For more than two decades, the Leaf Pack Network® of teachers, students, and citizen monitors around the world have used leaf packs to investigate their local stream ecosystems. Building on this success, scientists and educators from Montana State University and Stroud Water Research Center have created an exciting extension of the Leaf Pack Network: the Rock Pack Experiment.
The team discovered that like leaf packs, rock packs simulate natural processes in healthy streams while creatively engaging everyday citizens and students in freshwater science. The new programming integrates many of the concepts that make leaf packs powerful learning tools, such as the role of freshwater macroinvertebrates in food webs and water quality.

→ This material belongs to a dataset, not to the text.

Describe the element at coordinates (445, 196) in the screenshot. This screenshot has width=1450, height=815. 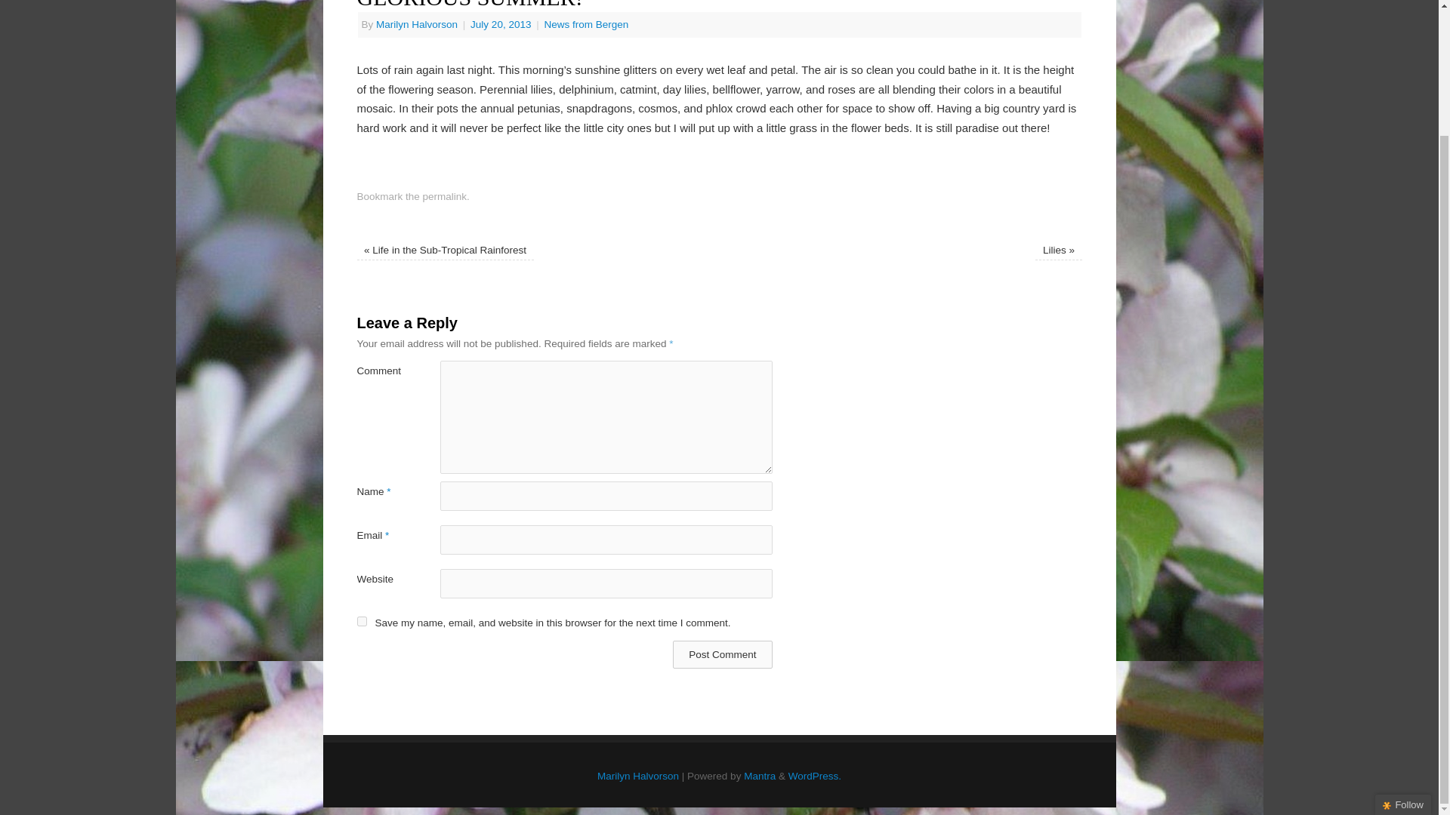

The Rock Pack Experiment combines STEM topics of engineering, ecology, geomorphology, and mathematics in stream ecosystems through the world of the net-spinning caddisfly. Interactive and hands-on activities can be used indoors or outdoors in a 7th-12th grade lesson plan to get students excited about insects and rocks in streams and to learn interdisciplinary science skills and real-world science research applications.
The Rock Pack Experiment/Leaf Pack Network is part of the WikiWatershed® Toolkit, a Stroud Water Research Center initiative to help citizens, conservation practitioners, municipal decision-makers, researchers, educators, and students advance knowledge and stewardship of fresh water.